Randall abandoned Boston for the Virgin Islands where he is the host and developer of Good News Headlines on WSTA Radio in St. Thomas Virgin Islands. He created the good news format and its positive editorial slant looking at what is going right, not what is wrong. He is host of WTJX’s “The Teacher is In” instructing viewers in the use of the Internet. And he is the creator and host of the daily Podcast from Paradise at
www.vinow.com/blog.
He was previously co-host of a weekly computer talk show, Computer Exchange Radio, for Talk America Network and produced the Freedom Technology radio column for Voice of America. He was a producer and co-host of PCTV, which was the first television show all about computers. Presently, Dr. Randall is a professor at the University of the Virgin Islands. He teaches Intercultural Communication, Broadcasting and he is the director of the Computer Communication laboratory. He lives on tiny Water Island off the south coast of St Thomas with his wife Beverly, five children, Sander, Rose, Marshall, Grace and Nina and their Dog Nicodemus who is the reborn spirit of Alex’s old dog Rem.
Whether painting treasured American landscapes or people at work and at play, Impressionist Candace Whittemore Lovely presents a pleasing, non-confrontational view of contemporary life. Her inspiration and technique come from the masters and traditions of The Boston School, America's oldest continuing school of painting. It is a philosophy based on sound drawing, sensitivity to line and values, and an impressionistic observation of light and color.
Born in Vermont, Lovely was drawn to American Impressionism while sitting in an art history class at the University of Vermont when a professor discussed Winslow Homer. Captivated by his work, she recalls feeling devastated when the professor told her that no one taught how to paint anymore. Fortunately, the professor was wrong.
Since 1980, she has studied with masters of The Boston School, including Robert Cormier and Paul Ingbretson.
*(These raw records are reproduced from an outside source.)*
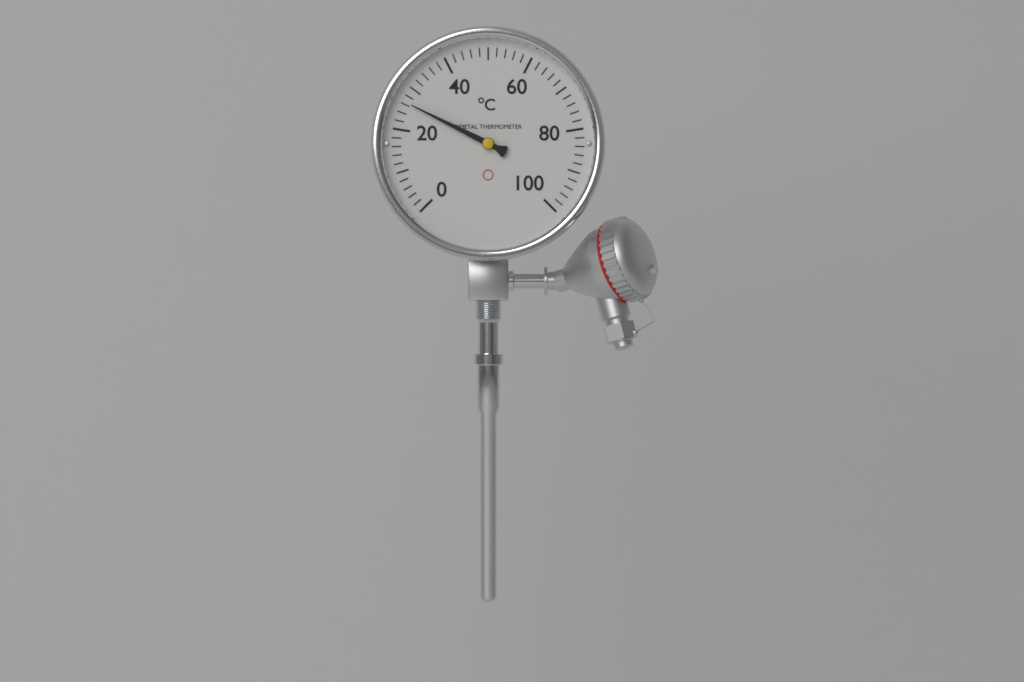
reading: 26.5 °C
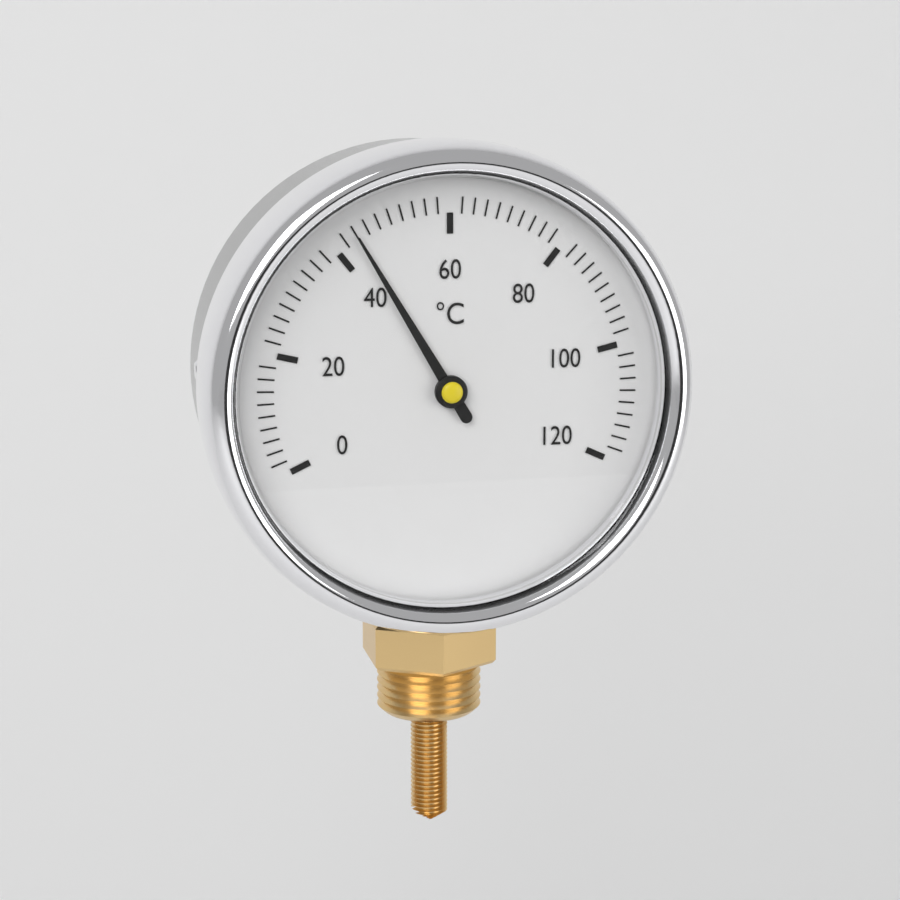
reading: 44 °C
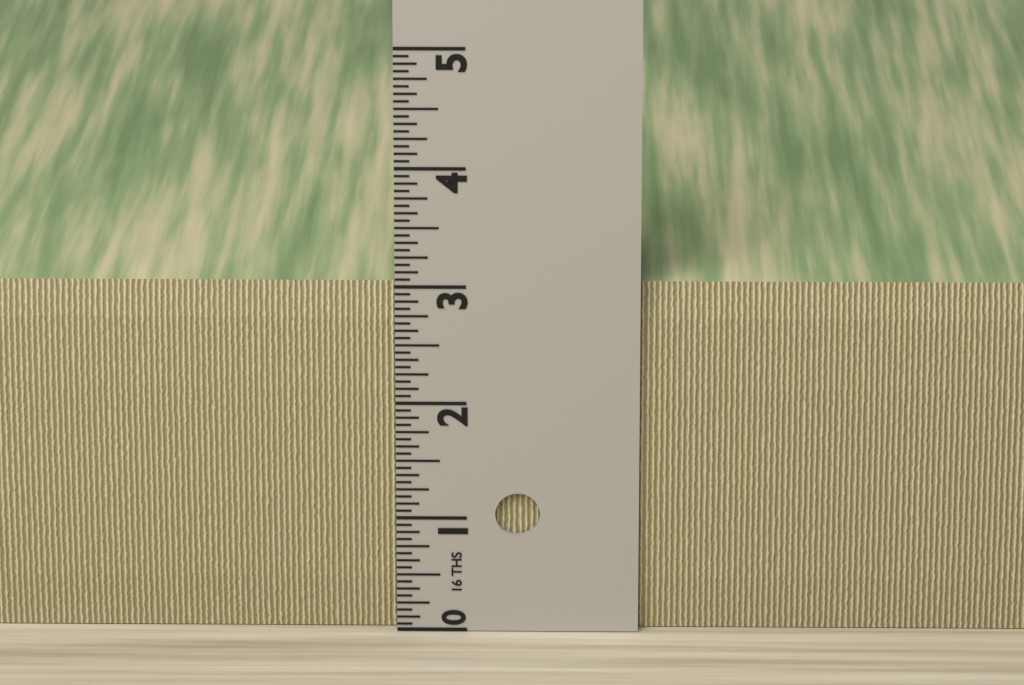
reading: 3.0000 in
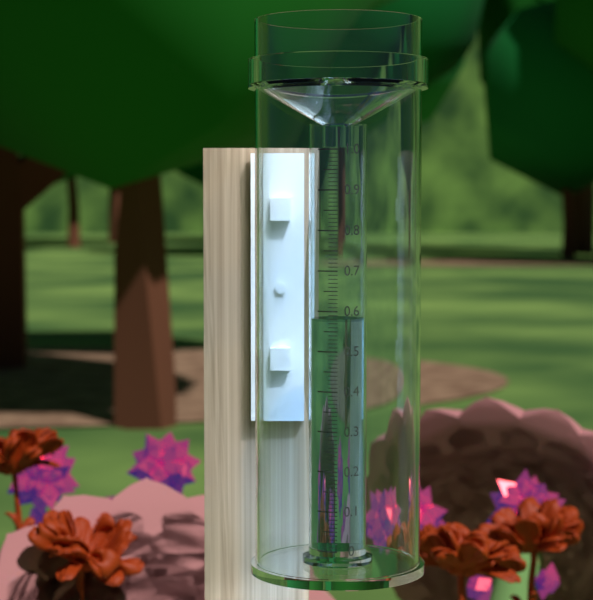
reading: 0.58 (no unit)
These two prominent artists were students of the late R.H. Ives Gammell, the distinguished teacher and painter who saved The School from almost certain demise in the wave of expressionism that followed World War II Lovely's vast body of work represents her unique vision, technical ability and boundless energy. The work produced on her well-known painting holidays to romantic coastal locations has captured the hearts and minds of an ever-growing list of patrons.
Her paintings appear in the books, "Realism in Revolution: The Art of The Boston School" and "Interior Visions." The New York Graphic Society and Kennedy Studios have reproduced many of her paintings as limited edition prints and posters for a national and international audience. In addition, her work has been featured in Cape Cod Life and Yankee magazines. She is a distinguished member of several art organizations including The Copley Society of Boston, America's oldest art association. After receiving her third award in the Society's juried shows, she was accorded the designation "Copley Master" in the summer of 1988. Lovely lives with her Westie, Liily, on Hilton Head Island, South Carolina where she maintains her studio.
Dedication This book is dedicated with love to: Alexander Randall 4th MD and Nina Perlingiero Randall MD who planted the seeds.
To Margaret Mead and Gregory Bateson who nurtured the plants And to the late Cameron Hall who tended the garden while I went off to chase the Great Adventure.